Book Description
In The 7 Habits of Highly Effective People, author Stephen R. Covey presents a holistic, integrated, principle-centered approach for solving personal and professional problems. With penetrating insights and pointed anecdotes, Covey reveals a step-by-step pathway for living with fairness, integrity, service, and human dignity -- principles that give us the security to adapt to change and the wisdom and power to take advantage of the opportunities that change creates.
From the Publisher
The 7 Habits Of Highly Effective People is a comprehensive program based on developing an awareness of how perceptions and assumptions hinder success---in business as well as presonal relationships. Here's an approach that will help broaden your way of thinking and lead to greater opportunities and effective problem solving. Be Pro-Active: Take the initiative and the responsibility to make things happen. Begin With an End in Mind: Start with a clear destination to understand where you are now, where you're going and what you value most. Put First Things First: Manage yourself. Organize and execute around priorities. Think Win/Win: See life as a cooperative, not a comprehensive arena where success is not achieved at the expense or exclusion of the success of others. Seek First to Understand: Understand then be understood to build the skills of empathetic listening that inspires openness and trust. Synergize: Apply the principles of cooperative creativity and value differences. Renewal: Preserving and enhanving your greatest asset, yourself, by renewing the physical, spiritual, mental and social/emotional dimensions of your nature. Stephen R. Covey is the most respected motivator in the business world today. Learn to use his 7 Habits Of Highly Effective People--and see how they can change your life.
The Privileges ($1.54 / £0.99 UK), by Jonathan DEE, is the Kindle Deal of the day for those in the UK (the US edition is $11.99).
Book Description
Smart, socially gifted, and chronically impatient, Adam and Cynthia Morey are so perfect for each other that united they become a kind of fortress against the world. In their hurry to start a new life, they marry young and have two children before Cynthia reaches the age of twenty-five. Adam is a rising star in the world of private equity and becomes his boss's protégé. With a beautiful home in the upper-class precincts of Manhattan, gorgeous children, and plenty of money, they are, by any reasonable standard, successful.But the Moreys' standard is not the same as other people's. The future in which they have always believed for themselves and their children - a life of almost boundless privilege, in which any desire can be acted upon and any ambition made real - is still out there, but it is not arriving fast enough to suit them. As Cynthia, at home with the kids day after identical day, begins to drift, Adam is confronted with a decision that tests how much he is willing to risk to ensure his family's happiness and to recapture the sense that, for him and his wife, the only acceptable life is one of infinite possibility.The Privileges is an odyssey of a couple touched by fortune, changed by time, and guided above all else by their epic love for each other. Lyrical, provocative, and brilliantly imagined, it is a timely meditation on wealth, family, and what it means to leave the world richer than you found it.
Death and the Penguin ($2.99 Kindle, B&N), by Andrey Kurkov, is the Nook Daily Find, price matched on Kindle.
Book Description
A masterful tale set in post-Soviet Kiev that's both darkly-funny and ominous...
In the widely hailed prequel to Penguin Lost, aspiring writer Viktor Zolotaryov leads a down-and-out life in poverty-and-violence-wracked Kiev—he’s out of work and his only friend is a penguin, Misha, that he rescued when the local zoo started getting rid of animals. Even more nerve-wracking: a local mobster has taken a shine to Misha and wants to keep borrowing him for events.
But Viktor thinks he’s finally caught a break when he lands a well-paying job at the Kiev newspaper writing “living obituaries” of local dignitaries—articles to be filed for use when the time comes.
The only thing is, it seems the time always comes as soon as Viktor writes the article. Slowly understanding that his own life may be in jeopardy, Viktor also realizes that the only thing that might be keeping him alive is his penguin.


Exercise aim: Return only those lines of the material that contain "Sign".

==== Information supplied

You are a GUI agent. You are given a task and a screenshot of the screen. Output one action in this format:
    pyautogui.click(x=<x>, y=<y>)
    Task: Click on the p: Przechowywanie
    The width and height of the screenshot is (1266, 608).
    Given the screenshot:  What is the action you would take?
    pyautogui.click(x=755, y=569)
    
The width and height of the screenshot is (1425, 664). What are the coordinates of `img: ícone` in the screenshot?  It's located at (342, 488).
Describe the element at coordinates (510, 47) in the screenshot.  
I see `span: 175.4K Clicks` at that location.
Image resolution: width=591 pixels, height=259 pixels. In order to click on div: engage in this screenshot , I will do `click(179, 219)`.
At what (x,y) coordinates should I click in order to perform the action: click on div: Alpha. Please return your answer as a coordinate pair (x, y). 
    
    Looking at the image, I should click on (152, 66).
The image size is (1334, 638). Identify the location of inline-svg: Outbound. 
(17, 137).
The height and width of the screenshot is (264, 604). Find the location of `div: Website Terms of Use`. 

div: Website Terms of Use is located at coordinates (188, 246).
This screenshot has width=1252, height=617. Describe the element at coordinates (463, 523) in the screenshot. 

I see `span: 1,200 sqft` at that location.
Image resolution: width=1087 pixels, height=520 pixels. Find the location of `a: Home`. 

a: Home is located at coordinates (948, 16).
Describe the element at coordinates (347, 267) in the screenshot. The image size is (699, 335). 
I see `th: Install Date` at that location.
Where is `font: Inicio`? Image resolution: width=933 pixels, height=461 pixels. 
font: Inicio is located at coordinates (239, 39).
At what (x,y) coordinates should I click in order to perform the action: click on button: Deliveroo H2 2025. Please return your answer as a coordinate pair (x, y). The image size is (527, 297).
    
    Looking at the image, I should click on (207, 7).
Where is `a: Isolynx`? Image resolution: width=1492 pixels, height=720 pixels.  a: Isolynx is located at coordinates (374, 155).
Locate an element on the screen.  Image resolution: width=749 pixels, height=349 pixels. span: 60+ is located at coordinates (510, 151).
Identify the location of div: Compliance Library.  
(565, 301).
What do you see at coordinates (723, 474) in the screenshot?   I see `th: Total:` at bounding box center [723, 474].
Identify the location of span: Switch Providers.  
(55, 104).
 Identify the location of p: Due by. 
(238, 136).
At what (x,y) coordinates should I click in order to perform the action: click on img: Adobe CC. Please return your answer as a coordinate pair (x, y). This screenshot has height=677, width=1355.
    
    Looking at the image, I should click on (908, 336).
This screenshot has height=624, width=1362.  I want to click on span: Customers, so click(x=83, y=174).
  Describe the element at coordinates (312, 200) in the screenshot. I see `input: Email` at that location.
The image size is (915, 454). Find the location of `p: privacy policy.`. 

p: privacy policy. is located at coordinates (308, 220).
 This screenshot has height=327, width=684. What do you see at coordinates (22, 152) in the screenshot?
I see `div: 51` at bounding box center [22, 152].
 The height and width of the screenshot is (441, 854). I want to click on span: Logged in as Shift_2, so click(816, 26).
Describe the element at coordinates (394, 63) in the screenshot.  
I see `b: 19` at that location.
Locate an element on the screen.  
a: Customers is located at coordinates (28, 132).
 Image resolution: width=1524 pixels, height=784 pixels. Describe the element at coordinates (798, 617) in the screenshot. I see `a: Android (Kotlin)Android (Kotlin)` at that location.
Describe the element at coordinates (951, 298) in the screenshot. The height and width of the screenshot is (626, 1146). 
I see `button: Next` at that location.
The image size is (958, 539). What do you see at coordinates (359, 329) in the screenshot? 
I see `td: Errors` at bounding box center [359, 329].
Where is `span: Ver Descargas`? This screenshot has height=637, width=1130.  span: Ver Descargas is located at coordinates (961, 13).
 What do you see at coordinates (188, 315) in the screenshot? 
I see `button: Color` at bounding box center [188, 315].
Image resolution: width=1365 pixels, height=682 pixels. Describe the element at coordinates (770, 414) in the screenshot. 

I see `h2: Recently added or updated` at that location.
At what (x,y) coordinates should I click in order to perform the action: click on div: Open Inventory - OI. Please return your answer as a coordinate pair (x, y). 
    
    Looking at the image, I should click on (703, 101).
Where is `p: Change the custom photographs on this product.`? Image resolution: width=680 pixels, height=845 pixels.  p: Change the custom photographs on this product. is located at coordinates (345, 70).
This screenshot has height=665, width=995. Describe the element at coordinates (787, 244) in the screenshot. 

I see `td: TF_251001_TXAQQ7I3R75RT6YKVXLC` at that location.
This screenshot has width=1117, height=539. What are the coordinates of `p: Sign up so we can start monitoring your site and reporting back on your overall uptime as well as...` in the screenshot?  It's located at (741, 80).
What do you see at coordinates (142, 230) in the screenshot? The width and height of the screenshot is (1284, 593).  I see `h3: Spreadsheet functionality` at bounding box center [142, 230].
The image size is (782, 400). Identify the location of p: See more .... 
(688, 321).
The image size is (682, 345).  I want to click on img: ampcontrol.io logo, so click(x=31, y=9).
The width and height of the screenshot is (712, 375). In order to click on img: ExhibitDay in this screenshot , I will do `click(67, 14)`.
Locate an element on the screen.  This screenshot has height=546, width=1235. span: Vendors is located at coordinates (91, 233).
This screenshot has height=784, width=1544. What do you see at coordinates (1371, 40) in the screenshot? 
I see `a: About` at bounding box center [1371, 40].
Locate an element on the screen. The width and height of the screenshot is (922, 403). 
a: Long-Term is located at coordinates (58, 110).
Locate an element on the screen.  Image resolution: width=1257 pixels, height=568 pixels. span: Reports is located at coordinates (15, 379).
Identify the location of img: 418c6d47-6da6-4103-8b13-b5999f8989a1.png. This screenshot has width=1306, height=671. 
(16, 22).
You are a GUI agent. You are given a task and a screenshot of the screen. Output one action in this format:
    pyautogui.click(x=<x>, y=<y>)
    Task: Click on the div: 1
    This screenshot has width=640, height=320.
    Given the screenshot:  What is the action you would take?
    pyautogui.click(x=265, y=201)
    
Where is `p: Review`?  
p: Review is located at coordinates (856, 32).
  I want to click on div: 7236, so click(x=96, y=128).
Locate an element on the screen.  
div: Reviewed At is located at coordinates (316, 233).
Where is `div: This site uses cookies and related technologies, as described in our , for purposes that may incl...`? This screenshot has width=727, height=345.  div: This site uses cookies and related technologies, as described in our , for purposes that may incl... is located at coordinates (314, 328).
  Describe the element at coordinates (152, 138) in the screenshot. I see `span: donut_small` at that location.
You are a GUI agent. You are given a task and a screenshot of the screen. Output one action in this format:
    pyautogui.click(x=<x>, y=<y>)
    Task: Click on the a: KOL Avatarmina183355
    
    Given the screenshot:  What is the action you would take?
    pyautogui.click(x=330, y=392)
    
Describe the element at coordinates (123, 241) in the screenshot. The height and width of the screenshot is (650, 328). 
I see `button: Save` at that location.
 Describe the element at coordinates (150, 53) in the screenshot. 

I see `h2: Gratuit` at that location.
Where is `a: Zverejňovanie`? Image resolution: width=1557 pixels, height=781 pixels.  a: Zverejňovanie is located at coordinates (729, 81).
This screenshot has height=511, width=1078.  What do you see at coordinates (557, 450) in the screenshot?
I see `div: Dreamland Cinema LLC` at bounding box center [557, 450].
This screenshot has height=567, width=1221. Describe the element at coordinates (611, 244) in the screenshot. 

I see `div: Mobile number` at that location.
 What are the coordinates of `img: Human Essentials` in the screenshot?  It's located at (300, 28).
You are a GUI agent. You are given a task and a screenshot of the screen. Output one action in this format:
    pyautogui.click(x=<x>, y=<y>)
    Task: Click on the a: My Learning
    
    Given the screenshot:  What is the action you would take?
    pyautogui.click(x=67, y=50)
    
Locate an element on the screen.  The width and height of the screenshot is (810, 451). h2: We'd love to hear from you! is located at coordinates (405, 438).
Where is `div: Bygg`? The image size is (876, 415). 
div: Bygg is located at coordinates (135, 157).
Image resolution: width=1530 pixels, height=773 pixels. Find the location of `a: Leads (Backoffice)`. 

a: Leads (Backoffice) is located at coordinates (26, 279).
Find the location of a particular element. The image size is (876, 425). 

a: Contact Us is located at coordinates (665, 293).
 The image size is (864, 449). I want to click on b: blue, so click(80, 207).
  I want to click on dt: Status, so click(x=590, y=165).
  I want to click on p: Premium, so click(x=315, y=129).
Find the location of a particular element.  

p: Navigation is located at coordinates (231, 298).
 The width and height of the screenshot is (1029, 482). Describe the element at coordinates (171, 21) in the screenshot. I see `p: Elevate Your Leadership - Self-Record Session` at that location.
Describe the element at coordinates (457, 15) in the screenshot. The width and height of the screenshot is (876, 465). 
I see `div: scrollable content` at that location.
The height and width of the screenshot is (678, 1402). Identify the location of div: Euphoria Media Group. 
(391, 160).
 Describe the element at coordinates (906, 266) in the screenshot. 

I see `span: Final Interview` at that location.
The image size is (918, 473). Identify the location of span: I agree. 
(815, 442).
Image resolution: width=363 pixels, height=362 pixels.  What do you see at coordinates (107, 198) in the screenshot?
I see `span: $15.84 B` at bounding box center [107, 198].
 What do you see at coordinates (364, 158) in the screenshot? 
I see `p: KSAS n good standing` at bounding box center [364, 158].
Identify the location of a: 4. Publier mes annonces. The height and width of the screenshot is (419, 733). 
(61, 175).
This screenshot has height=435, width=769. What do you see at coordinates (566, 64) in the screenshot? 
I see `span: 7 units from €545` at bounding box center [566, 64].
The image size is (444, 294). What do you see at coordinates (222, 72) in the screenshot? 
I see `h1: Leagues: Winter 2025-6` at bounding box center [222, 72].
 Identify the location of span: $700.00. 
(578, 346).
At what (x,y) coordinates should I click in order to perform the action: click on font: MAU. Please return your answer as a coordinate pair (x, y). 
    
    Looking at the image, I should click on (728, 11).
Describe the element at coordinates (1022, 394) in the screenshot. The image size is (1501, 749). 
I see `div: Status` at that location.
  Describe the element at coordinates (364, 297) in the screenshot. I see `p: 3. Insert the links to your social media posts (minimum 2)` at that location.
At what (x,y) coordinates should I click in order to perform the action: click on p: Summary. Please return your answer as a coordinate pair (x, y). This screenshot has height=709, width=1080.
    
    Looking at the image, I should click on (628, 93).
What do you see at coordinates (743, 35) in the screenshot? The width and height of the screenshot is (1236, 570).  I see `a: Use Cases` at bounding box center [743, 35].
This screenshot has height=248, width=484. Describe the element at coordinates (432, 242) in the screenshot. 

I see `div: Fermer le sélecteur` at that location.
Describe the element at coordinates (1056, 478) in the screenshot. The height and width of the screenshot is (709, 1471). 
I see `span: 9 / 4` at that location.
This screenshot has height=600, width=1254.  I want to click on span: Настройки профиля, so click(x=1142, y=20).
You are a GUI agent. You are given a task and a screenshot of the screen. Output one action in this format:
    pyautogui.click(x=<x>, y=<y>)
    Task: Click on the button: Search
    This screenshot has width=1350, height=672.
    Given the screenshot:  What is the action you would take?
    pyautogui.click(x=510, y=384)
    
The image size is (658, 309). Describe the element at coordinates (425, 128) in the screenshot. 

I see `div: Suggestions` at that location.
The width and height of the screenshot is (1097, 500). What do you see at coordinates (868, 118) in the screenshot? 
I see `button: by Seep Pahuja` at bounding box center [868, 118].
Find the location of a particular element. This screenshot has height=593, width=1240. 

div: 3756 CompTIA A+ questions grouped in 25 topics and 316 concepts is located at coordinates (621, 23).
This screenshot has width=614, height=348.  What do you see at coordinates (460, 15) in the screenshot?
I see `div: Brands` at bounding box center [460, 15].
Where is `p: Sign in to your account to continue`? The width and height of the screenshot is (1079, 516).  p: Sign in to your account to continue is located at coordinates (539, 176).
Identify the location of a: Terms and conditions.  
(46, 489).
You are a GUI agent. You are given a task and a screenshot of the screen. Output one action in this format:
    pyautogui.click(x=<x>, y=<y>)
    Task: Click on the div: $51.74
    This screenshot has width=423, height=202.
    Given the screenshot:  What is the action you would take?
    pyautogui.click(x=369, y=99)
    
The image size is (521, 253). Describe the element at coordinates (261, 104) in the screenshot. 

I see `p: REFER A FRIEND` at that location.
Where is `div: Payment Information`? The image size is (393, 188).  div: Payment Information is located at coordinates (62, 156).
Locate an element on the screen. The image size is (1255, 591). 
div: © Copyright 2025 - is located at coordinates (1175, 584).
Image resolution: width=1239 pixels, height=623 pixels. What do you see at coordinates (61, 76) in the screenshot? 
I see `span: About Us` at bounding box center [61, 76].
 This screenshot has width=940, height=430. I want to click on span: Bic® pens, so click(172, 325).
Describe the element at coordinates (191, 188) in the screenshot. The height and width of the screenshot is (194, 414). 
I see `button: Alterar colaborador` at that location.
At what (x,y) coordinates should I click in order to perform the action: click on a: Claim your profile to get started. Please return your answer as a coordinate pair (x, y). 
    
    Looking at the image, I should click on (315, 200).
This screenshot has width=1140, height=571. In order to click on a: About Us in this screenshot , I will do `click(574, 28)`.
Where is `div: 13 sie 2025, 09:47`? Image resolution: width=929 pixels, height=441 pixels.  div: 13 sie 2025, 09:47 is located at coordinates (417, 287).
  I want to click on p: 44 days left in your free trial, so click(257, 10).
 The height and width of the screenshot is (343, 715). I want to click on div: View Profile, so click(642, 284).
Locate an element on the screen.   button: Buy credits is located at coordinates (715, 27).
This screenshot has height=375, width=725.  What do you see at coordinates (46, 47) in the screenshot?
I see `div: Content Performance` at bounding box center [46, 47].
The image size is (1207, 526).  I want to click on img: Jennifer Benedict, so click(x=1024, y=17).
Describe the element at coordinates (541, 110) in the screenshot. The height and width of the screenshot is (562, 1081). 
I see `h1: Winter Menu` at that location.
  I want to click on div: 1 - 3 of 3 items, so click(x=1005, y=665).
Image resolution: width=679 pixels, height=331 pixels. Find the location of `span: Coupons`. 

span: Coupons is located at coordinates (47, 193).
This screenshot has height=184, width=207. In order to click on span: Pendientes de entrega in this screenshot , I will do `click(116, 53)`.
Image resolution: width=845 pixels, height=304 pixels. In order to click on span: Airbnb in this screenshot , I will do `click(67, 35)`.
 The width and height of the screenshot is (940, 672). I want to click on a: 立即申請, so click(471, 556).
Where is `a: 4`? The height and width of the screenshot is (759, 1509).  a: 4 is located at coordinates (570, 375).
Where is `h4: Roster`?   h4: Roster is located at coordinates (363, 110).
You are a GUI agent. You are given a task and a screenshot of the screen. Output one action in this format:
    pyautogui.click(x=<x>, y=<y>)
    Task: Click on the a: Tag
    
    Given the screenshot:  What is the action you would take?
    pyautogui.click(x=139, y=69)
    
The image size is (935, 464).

========

Task output:
This screenshot has width=1117, height=539. What are the coordinates of `p: Sign up so we can start monitoring your site and reporting back on your overall uptime as well as...` in the screenshot?  It's located at (741, 80).
Where is `p: Sign in to your account to continue`? The width and height of the screenshot is (1079, 516).  p: Sign in to your account to continue is located at coordinates (539, 176).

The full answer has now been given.